CIRS Director at the “Arab-Iranian Relation in the Gulf” Symposium
The Director of the Center for International and Regional Studies (CIRS), Mehran Kamrava, delivered a paper at the “Arab-Iranian Relations in the Gulf” symposium that took place the the W Hotel in Doha on December 2-3, 2012.
The two-day symposium was organized by the Forum for Arab and International Relations and the Cultural Village Foundation (Katara). The symposium tries to trace different factors that influenced this relationship, and speakers are researchers and specialists from the Arabic world, Iran and the West.
During his presentation, Kamrava argued that some three decades into the life of the Islamic Republic, the Iranian regime has yet to devise and implement a coherent national security policy or even a set of guidelines on which its regional and international security policies are based. In relation to the Persian Gulf region and the country’s immediate neighbors, this has resulted in the articulation of foreign and security policies that at times have seemed fluid, changeable and even inconsistent. The discrepancy between the appearances of Iranian policy and its substance is primarily a function of the populist rhetoric through which most Iranian political leaders, particularly President Mahmoud Ahmadinejad, enunciate Tehran’s positions on various international and regional issues.
Kamrava argued, however, that the country’s foreign and national security policies, both in relation to Iran’s immediate neighborhood and in the larger global arena, are influenced far more by pragmatic, balance-of-power considerations than by ideological or supposedly “revolutionary” pursuits.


Your objective
Exactly the lines from the one holding "Find furniture bbox." through the last line of the listing below must appear in the answer, and no pictures.

──────── Source information ────────

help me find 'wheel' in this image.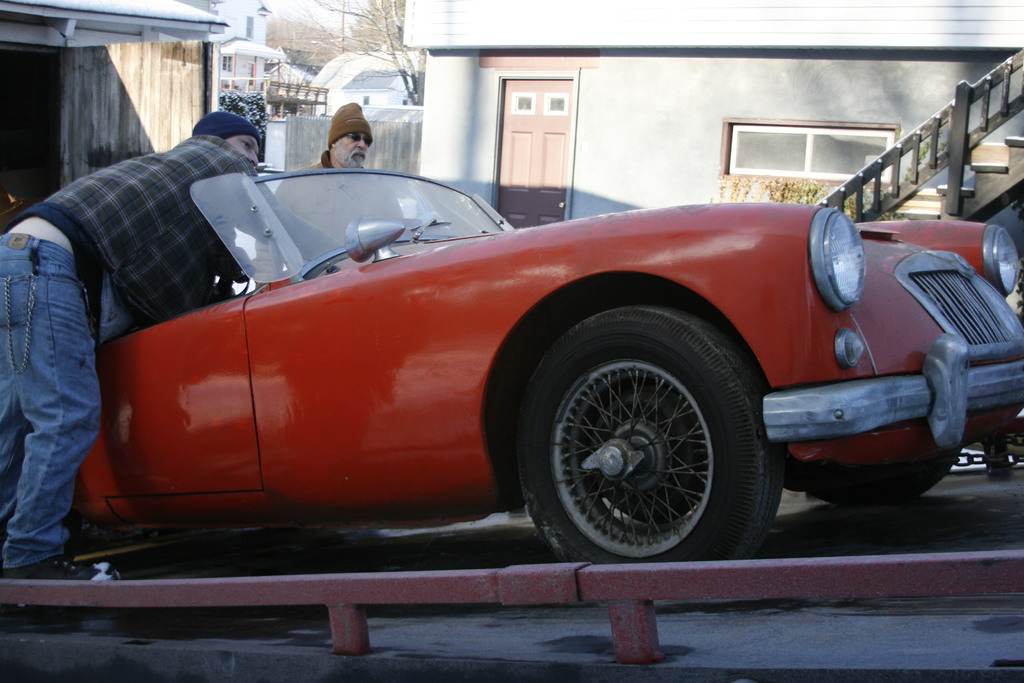
Found it: {"x1": 522, "y1": 311, "x2": 787, "y2": 559}.
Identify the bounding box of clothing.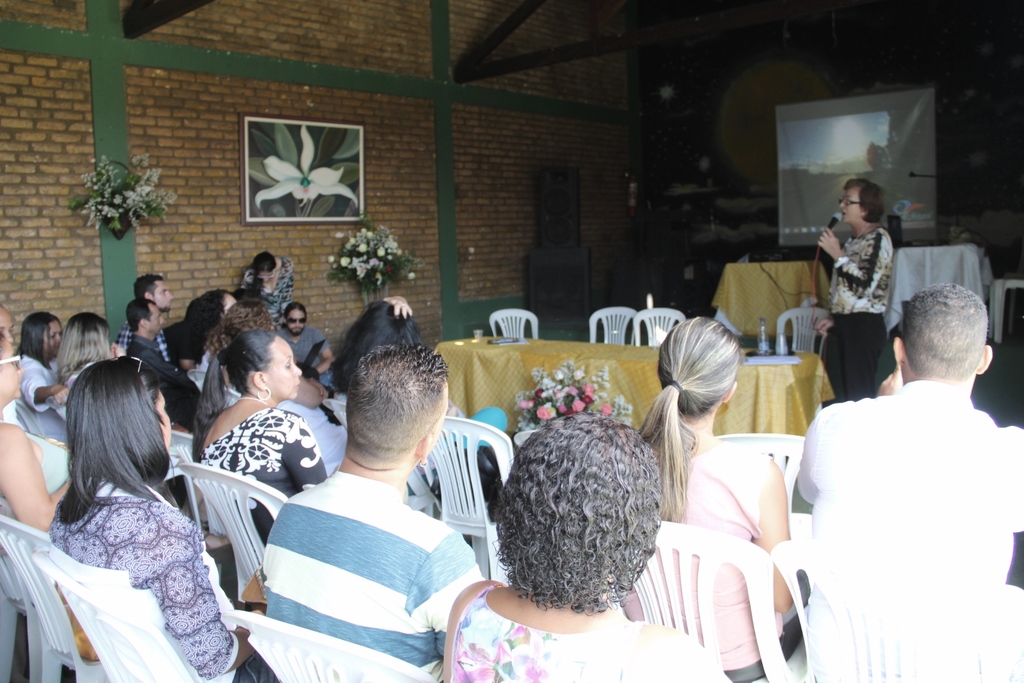
box(198, 401, 322, 543).
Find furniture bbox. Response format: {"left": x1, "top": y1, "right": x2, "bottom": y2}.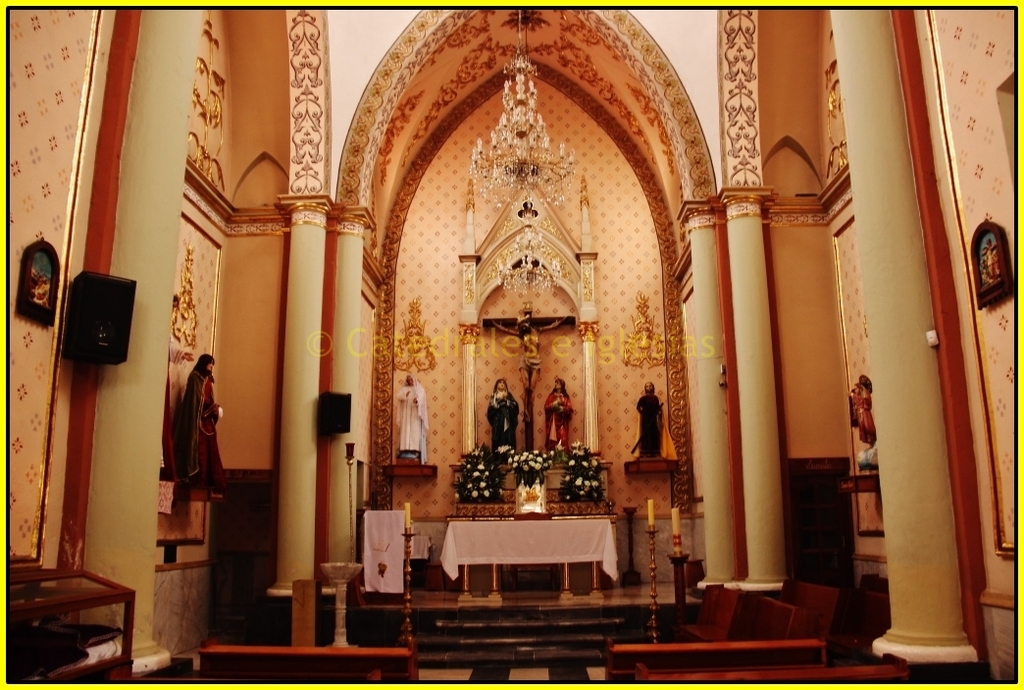
{"left": 678, "top": 580, "right": 748, "bottom": 642}.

────────

Completed task
Find furniture bbox. Response format: {"left": x1, "top": y1, "right": x2, "bottom": y2}.
{"left": 678, "top": 580, "right": 748, "bottom": 642}.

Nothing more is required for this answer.